New York Times, Editorial - January 2, 1997

Last week, the Chinese Government gave a 30-year-old scholar of Tibetan music an 18-year prison sentence for espionage. Even by Chinese standards, the sentence is astonishingly long. It is also a warning to Tibetans that their already scarce liberties are now further endangered.

Ngawang Choepel fled Tibet with his family when he was 2 to the Tibetan exile community in Dharmsala, India. He came to the United States in 1993 to study and teach at Middlebury College. In 1995 he went to Tibet to capture on video traditional songs and dances that he feared were being lost.

The basis of Ngawang Choepel's conviction is unclear, but even taping Tibetan culture for export could qualify as espionage under Chinese law. Since its invasion of Tibet in 1950, Beijing has gradually increased its efforts to erase Tibet's identity. China has arrested those who protested the takeover and tried to eradicate the people's affection for the leader of Tibetan Buddhism, the Dalai Lama.

In the 1960's and 1970's, the Chinese killed thousands of monks and nuns and destroyed virtually all Tibet's monasteries. China later tried a slightly softer line, but riots in 1987 brought another crackdown. Monks have been asked to repudiate the Dalai Lama or face expulsion, and at least 700 Tibetans are now in prison for political offenses.
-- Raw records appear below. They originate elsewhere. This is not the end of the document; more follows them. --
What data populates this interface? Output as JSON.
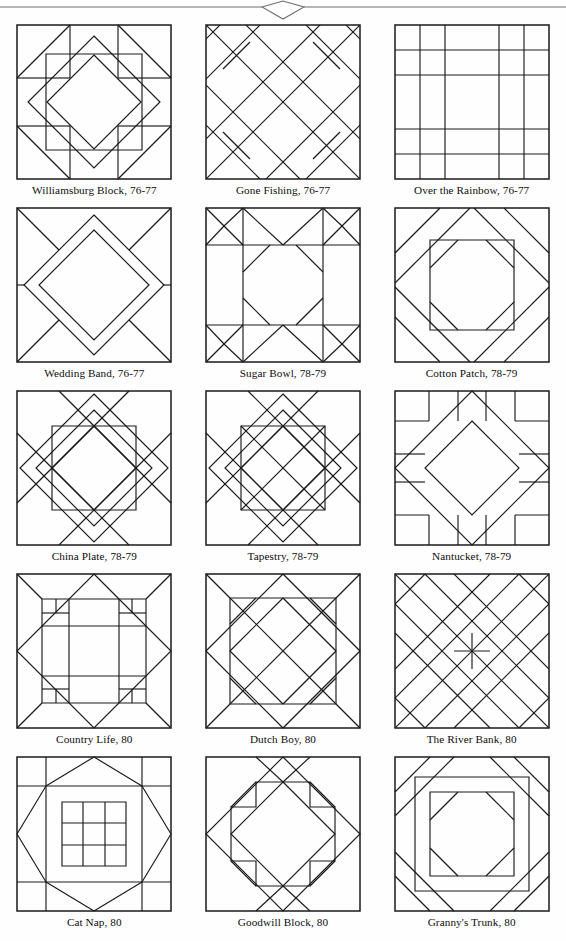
{
  "page": {
    "width": 566,
    "height": 941,
    "background_color": "#ffffff",
    "ink_color": "#1a1a1a",
    "header_ornament": "diamond-rule"
  },
  "blocks": [
    {
      "id": "williamsburg-block",
      "caption": "Williamsburg Block, 76-77",
      "pattern": "williamsburg",
      "row": 1,
      "col": 1
    },
    {
      "id": "gone-fishing",
      "caption": "Gone Fishing, 76-77",
      "pattern": "gonefishing",
      "row": 1,
      "col": 2
    },
    {
      "id": "over-the-rainbow",
      "caption": "Over the Rainbow, 76-77",
      "pattern": "rainbow",
      "row": 1,
      "col": 3
    },
    {
      "id": "wedding-band",
      "caption": "Wedding Band, 76-77",
      "pattern": "weddingband",
      "row": 2,
      "col": 1
    },
    {
      "id": "sugar-bowl",
      "caption": "Sugar Bowl, 78-79",
      "pattern": "sugarbowl",
      "row": 2,
      "col": 2
    },
    {
      "id": "cotton-patch",
      "caption": "Cotton Patch, 78-79",
      "pattern": "cottonpatch",
      "row": 2,
      "col": 3
    },
    {
      "id": "china-plate",
      "caption": "China Plate, 78-79",
      "pattern": "chinaplate",
      "row": 3,
      "col": 1
    },
    {
      "id": "tapestry",
      "caption": "Tapestry, 78-79",
      "pattern": "tapestry",
      "row": 3,
      "col": 2
    },
    {
      "id": "nantucket",
      "caption": "Nantucket, 78-79",
      "pattern": "nantucket",
      "row": 3,
      "col": 3
    },
    {
      "id": "country-life",
      "caption": "Country Life, 80",
      "pattern": "countrylife",
      "row": 4,
      "col": 1
    },
    {
      "id": "dutch-boy",
      "caption": "Dutch Boy, 80",
      "pattern": "dutchboy",
      "row": 4,
      "col": 2
    },
    {
      "id": "the-river-bank",
      "caption": "The River Bank, 80",
      "pattern": "riverbank",
      "row": 4,
      "col": 3
    },
    {
      "id": "cat-nap",
      "caption": "Cat Nap, 80",
      "pattern": "catnap",
      "row": 5,
      "col": 1
    },
    {
      "id": "goodwill-block",
      "caption": "Goodwill Block, 80",
      "pattern": "goodwill",
      "row": 5,
      "col": 2
    },
    {
      "id": "grannys-trunk",
      "caption": "Granny's Trunk, 80",
      "pattern": "grannystrunk",
      "row": 5,
      "col": 3
    }
  ]
}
China's repressive policy is wrong both morally and politically.

By smothering Tibetans' ability to speak, worship freely or express their culture, China risks driving them to violence.

Last week, a powerful, sophisticated bomb blew up outside a Government building in Lhasa.
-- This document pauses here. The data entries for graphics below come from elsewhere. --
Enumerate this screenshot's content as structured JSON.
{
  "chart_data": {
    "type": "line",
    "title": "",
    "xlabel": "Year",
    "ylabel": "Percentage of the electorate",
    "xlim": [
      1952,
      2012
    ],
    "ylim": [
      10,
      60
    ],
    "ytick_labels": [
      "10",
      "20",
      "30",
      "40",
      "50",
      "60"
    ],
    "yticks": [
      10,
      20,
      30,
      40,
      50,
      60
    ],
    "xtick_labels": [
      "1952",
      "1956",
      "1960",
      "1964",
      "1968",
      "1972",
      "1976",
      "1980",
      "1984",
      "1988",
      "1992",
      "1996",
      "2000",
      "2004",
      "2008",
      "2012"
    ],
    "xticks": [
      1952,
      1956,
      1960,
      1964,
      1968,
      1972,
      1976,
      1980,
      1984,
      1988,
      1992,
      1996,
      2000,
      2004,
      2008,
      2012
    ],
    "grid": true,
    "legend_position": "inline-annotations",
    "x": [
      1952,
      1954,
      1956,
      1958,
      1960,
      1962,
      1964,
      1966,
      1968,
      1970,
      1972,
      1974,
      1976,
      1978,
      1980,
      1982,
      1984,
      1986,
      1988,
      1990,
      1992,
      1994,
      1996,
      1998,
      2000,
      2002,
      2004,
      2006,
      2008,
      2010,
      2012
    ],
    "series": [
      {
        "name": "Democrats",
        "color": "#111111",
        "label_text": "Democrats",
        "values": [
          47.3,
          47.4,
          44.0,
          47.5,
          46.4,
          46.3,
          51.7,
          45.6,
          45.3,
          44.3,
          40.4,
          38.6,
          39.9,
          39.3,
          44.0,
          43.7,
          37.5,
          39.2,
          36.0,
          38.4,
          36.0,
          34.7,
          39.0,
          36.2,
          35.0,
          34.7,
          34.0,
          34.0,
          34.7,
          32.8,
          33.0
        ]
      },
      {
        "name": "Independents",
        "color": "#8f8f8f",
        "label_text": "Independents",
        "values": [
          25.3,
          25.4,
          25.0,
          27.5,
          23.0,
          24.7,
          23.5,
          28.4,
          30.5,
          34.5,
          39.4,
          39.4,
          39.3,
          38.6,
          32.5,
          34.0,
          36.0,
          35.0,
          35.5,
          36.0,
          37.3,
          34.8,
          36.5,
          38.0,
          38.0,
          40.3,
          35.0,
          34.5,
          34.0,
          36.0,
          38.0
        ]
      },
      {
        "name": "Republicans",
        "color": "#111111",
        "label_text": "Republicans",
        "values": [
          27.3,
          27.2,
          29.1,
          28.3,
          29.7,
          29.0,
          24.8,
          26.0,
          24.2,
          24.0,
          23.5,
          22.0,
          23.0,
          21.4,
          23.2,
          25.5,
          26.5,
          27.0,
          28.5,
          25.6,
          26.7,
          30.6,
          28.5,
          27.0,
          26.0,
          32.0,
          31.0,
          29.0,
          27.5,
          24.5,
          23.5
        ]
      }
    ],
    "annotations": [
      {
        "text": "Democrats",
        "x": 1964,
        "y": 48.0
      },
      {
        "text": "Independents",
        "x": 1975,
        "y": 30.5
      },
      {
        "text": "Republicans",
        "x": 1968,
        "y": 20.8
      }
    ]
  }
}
Although the Dalai Lama has never wavered in his commitment to nonviolence and denies any link to the bomb, the Government quickly blamed the bomb on "the Dalai clique" and has vowed to retaliate.

The Chinese Government went out of its way to link Ngawang Choepel to the United States, charging that Americans underwrote his trip and that he was gathering information for a foreign agency. Indeed, Chinese officials seem to delight in taunting the United States over human rights issues. During a visit by Secretary of State Warren Christopher in 1994, Beijing arrested China's leading democracy campaigner, Wei Jingsheng. In May of that year, Washington ended the linkage between China's behavior on human rights and its preferential trading status. Only two months later, hard-liners at a Communist Party meeting pushed through a policy that increased Chinese control of Tibet.

To be sure, American officials have scolded Beijing about human rights abuses in Tibet, Hong Kong and China itself.

But the Chinese know they can safely ignore such talk.

The Clinton Administration, unwilling to damage its relations with Beijing, has failed to impose any real cost on Chinese repression.

Whether or not Beijing intended Ngawang Choepel's sentence as a specific message to Washington, Washington should read it as an indication of China's continuing contempt for its weak defense of Tibetan rights.